Golden Lion jury head was exuberant in his praise for Alexander Sokurov’s Faust as it won the coveted Golden Lion at the Venice Film Festival on Saturday.
“There are some films that make you cry, there are some films that make you laugh, there are some films that change you forever after you see them; and this is one of them,” head of the jury Darren Aaronofsky said as he awarded Sokurov the prize for best film.
“We are all mourning the Russian hockey players, but I am still incredibly happy today,” Sokurov said when receiving the award, adding that it was one of the happiest days for Russian cinema.
Chances were slim
The film was premiered on Thursday. However, Sokurov was downbeat about the film’s chances after the press-showing.
“This film is too serious, and such a loud, glamorous event like the Venice festival is unlikely to adequately evaluate the film,” Sokurov said at the time.
The film’s producer Andrei Sigle said the film deserved to win. “Of course we did not expect to win the Golden Lion, but considering the massive effort put into the film, the depth and seriousness of the thought, I think the win was deserved,” he told Interfax.
Unorthodox view
Sokurov’s Faust, the work he had been planning for more than 30 years, cannot be seen as a straight interpretation of Goethe’s timeless classic.
Shot in German on location in Czech Republic and Iceland, the film did not have any big Hollywood stars.
Faust was played by German theatrical actor Johannes Zeiler.
The role of Mephistopheles, who in this version was a local moneylender, was played by Anton Adasinsky, head of avant-garde theater Derevo, who lives in Dresden.
The location in Iceland, where the director filmed Faust’s walk on the glacier, was later destroyed by Eyjafjallajökull volcano eruption.
Moneylender as Mephistopheles
Sokurov explained his choice to make Mephistopheles a moneylender, rather than the Devil.
“The figure of Satan is given too much meaning. If we think that the Devil is a fallen angel, then I am not sure that we are right. Can a fallen angel be a serious opponent to God? It is a ‘paper cut–out.’ And you can’t be afraid of it. No. The Devil is something else, and I think that it is a game, an attempt to put someone between God and man, someone, who can be blamed for all mistakes,” the director said.
Tetralogy finished
Faust is the fourth film in a tetralogy where the director looks at corruption of power. The previous films were Moloch (about Hitler), Taurus (about Lenin) and The Sun (about Japanese emperor Hirohito).
Sokurov said that he thought Faust was one of the most important characters in world literature.
“What would literature be without Faust? It is a real historical character, like all the other main characters of my tetralogy – Hitler, Lenin, and Emperor Hirohito.”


> **WHAT IS REQUIRED**: Search the data below for "Andrea" and report how many lines contain it, with no other text.

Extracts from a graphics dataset
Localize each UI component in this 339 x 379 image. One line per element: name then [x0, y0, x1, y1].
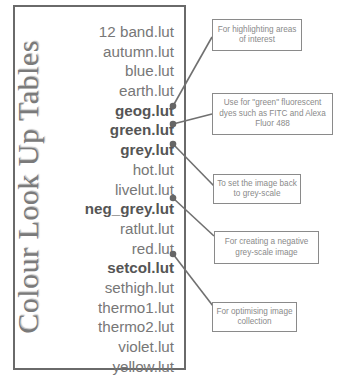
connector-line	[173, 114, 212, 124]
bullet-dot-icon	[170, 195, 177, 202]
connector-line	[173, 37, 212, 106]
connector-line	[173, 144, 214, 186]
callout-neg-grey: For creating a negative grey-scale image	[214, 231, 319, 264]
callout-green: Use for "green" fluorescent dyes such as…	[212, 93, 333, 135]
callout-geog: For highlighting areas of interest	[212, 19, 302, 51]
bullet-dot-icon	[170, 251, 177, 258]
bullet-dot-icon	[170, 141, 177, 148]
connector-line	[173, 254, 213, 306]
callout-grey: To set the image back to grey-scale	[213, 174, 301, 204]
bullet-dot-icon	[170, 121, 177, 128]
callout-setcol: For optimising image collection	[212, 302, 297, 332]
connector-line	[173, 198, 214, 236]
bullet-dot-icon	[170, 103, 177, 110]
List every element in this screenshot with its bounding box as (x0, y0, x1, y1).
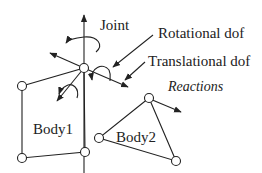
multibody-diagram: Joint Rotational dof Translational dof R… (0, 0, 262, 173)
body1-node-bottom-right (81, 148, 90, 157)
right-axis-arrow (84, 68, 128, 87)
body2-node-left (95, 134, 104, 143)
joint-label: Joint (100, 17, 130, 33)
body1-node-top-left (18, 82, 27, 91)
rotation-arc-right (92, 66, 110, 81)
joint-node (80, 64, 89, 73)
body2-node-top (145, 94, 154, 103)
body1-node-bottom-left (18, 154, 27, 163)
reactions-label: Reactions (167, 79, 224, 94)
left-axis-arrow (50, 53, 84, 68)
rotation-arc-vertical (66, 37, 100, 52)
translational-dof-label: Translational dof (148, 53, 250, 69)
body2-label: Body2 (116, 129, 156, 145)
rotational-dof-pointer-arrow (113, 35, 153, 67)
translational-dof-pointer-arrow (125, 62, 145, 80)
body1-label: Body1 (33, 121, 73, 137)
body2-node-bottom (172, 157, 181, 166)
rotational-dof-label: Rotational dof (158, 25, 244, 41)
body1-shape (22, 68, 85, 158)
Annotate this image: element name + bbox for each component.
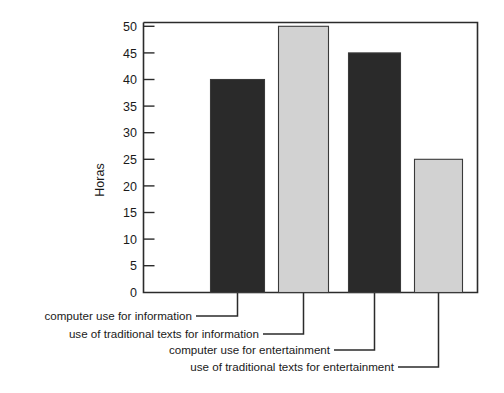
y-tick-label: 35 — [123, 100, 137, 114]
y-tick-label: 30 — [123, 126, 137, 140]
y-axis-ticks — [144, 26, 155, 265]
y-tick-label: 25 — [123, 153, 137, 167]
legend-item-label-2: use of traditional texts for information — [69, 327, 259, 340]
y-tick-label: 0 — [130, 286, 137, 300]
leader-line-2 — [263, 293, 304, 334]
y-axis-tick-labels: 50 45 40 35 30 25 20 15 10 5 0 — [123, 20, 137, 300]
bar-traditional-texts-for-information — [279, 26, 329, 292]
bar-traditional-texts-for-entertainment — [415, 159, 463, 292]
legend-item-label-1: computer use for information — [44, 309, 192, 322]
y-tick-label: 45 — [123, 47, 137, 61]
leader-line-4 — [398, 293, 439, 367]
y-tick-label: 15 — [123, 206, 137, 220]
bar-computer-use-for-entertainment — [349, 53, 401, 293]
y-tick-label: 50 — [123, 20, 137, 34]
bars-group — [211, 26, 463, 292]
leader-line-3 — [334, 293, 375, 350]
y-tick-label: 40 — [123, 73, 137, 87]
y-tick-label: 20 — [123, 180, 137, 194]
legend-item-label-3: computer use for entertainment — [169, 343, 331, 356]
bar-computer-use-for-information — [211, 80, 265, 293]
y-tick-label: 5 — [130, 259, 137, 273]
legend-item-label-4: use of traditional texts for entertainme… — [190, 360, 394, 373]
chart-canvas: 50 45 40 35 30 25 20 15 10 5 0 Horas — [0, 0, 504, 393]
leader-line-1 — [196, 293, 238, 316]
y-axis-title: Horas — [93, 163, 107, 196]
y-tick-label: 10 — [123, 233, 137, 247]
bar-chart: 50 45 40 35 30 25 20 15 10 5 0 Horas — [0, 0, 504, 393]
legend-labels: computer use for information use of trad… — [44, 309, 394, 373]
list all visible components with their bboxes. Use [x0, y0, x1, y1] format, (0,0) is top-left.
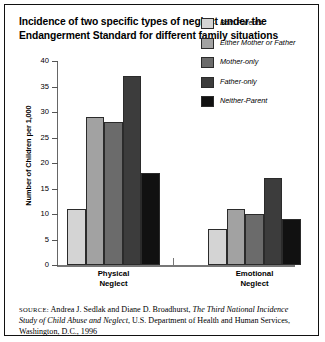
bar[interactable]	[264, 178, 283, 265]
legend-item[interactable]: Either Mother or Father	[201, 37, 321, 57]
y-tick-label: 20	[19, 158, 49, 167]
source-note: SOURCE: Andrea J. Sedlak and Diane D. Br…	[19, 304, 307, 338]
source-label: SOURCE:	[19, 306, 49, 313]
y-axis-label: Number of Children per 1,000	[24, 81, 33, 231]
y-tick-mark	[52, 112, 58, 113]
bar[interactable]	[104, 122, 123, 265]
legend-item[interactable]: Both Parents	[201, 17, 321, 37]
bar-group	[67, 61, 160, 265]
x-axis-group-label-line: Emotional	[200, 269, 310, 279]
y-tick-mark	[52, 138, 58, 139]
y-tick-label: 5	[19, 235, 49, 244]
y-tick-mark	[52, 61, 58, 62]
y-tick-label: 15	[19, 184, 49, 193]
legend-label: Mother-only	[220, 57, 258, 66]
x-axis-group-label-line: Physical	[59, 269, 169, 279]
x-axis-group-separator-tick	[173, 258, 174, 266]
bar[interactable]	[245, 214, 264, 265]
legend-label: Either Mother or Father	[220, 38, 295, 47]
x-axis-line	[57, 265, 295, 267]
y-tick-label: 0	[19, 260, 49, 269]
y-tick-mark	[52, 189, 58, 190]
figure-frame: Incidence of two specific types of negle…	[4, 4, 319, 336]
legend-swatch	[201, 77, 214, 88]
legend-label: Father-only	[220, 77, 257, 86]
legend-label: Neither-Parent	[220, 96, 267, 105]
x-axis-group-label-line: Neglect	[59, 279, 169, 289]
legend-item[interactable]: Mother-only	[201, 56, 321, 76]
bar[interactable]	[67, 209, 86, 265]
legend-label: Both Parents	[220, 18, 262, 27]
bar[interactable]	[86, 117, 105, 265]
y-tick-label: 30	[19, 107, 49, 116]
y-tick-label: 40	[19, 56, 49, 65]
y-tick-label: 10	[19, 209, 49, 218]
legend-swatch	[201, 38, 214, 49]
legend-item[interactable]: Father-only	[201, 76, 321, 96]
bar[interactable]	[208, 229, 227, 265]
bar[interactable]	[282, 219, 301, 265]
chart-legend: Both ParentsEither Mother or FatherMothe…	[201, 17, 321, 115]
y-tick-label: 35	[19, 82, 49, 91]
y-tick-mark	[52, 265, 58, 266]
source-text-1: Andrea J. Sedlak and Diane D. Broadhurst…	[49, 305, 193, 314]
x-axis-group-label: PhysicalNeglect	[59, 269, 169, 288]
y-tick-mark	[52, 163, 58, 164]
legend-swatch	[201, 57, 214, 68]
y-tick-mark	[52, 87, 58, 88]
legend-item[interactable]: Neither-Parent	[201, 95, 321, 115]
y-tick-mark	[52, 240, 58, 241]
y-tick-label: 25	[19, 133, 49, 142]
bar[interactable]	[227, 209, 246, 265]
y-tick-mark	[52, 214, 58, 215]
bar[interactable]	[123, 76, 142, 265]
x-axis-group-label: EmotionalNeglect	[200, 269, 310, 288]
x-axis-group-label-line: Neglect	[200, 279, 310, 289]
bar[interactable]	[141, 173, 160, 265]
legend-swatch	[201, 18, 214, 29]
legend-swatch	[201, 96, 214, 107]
==
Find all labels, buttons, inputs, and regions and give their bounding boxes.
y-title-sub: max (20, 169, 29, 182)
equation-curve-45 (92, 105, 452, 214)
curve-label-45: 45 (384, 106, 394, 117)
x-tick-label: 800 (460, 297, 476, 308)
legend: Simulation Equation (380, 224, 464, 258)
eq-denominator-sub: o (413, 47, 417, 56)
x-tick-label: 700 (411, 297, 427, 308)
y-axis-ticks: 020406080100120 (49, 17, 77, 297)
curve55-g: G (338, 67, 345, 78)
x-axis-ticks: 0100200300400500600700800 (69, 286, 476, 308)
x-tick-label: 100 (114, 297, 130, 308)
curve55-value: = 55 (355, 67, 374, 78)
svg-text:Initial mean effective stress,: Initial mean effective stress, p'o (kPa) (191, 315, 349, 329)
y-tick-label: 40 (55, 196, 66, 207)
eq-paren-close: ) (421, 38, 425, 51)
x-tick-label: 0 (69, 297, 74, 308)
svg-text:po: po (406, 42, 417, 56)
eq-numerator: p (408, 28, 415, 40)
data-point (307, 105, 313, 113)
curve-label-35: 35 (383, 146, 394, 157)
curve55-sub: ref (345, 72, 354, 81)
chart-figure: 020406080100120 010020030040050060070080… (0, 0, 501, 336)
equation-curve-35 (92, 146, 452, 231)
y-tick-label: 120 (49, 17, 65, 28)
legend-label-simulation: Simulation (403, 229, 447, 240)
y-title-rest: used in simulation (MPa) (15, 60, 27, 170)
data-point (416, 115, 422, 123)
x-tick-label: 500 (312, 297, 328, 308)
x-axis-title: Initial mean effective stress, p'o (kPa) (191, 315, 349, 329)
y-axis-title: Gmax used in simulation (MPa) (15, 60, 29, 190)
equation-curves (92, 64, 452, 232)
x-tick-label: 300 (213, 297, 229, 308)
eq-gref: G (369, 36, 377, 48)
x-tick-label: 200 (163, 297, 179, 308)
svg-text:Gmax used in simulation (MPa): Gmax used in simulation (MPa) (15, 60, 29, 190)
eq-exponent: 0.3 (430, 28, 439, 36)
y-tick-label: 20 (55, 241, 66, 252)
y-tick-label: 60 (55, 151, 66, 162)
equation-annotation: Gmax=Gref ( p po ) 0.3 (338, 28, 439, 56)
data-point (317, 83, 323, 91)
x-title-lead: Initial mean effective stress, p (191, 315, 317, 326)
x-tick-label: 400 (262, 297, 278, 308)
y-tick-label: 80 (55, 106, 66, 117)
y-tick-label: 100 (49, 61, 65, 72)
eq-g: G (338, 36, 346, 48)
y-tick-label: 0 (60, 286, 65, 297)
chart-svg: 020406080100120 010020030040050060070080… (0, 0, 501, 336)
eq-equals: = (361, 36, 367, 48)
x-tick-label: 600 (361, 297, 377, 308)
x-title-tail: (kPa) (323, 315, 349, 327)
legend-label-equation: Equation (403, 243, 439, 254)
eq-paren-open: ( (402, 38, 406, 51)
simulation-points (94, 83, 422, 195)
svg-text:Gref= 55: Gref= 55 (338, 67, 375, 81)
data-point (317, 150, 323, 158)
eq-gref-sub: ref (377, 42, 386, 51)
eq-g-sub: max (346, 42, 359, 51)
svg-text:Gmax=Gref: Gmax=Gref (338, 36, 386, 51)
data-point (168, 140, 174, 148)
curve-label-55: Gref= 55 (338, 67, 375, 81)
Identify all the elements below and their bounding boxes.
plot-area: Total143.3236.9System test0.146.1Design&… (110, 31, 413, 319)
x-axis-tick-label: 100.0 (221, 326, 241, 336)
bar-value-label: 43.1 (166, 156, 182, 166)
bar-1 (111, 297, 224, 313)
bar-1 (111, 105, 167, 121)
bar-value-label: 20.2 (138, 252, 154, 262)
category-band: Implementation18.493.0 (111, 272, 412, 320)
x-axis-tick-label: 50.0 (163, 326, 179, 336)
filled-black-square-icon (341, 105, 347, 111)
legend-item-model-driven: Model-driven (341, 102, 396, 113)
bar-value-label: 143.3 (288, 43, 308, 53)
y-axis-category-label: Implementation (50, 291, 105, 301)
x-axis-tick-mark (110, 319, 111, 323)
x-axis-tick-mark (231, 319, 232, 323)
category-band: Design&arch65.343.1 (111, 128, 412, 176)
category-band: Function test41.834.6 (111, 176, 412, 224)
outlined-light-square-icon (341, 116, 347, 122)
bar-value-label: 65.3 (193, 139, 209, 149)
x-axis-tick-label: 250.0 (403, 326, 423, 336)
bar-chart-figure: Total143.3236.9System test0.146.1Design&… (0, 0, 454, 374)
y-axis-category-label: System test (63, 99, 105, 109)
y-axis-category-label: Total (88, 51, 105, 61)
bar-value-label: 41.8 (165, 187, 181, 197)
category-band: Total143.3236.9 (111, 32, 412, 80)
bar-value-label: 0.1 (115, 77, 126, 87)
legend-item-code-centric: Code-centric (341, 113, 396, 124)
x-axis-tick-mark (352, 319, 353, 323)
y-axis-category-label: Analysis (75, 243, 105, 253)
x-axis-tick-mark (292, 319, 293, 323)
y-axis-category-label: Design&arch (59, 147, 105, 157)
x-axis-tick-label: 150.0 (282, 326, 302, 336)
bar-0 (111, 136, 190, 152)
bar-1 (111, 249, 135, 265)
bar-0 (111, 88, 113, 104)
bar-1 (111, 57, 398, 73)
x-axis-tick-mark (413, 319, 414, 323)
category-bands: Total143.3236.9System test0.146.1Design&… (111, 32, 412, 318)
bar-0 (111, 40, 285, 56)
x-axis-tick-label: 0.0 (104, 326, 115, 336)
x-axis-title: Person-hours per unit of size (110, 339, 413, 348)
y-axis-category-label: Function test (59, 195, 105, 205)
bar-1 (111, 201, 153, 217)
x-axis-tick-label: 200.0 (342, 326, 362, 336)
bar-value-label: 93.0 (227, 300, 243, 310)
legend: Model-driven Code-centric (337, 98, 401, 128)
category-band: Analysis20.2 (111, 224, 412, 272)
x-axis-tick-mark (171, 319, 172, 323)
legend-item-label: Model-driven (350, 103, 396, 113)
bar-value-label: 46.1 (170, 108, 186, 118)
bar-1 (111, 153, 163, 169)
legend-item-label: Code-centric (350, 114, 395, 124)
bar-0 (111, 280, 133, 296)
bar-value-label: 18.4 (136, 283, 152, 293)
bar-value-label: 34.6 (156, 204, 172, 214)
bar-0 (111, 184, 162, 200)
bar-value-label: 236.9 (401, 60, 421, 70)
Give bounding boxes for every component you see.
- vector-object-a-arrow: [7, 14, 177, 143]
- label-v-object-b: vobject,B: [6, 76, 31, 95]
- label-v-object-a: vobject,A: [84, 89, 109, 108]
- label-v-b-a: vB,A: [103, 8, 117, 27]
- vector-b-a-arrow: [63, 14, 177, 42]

> **RESULT OF THE EXERCISE**: 2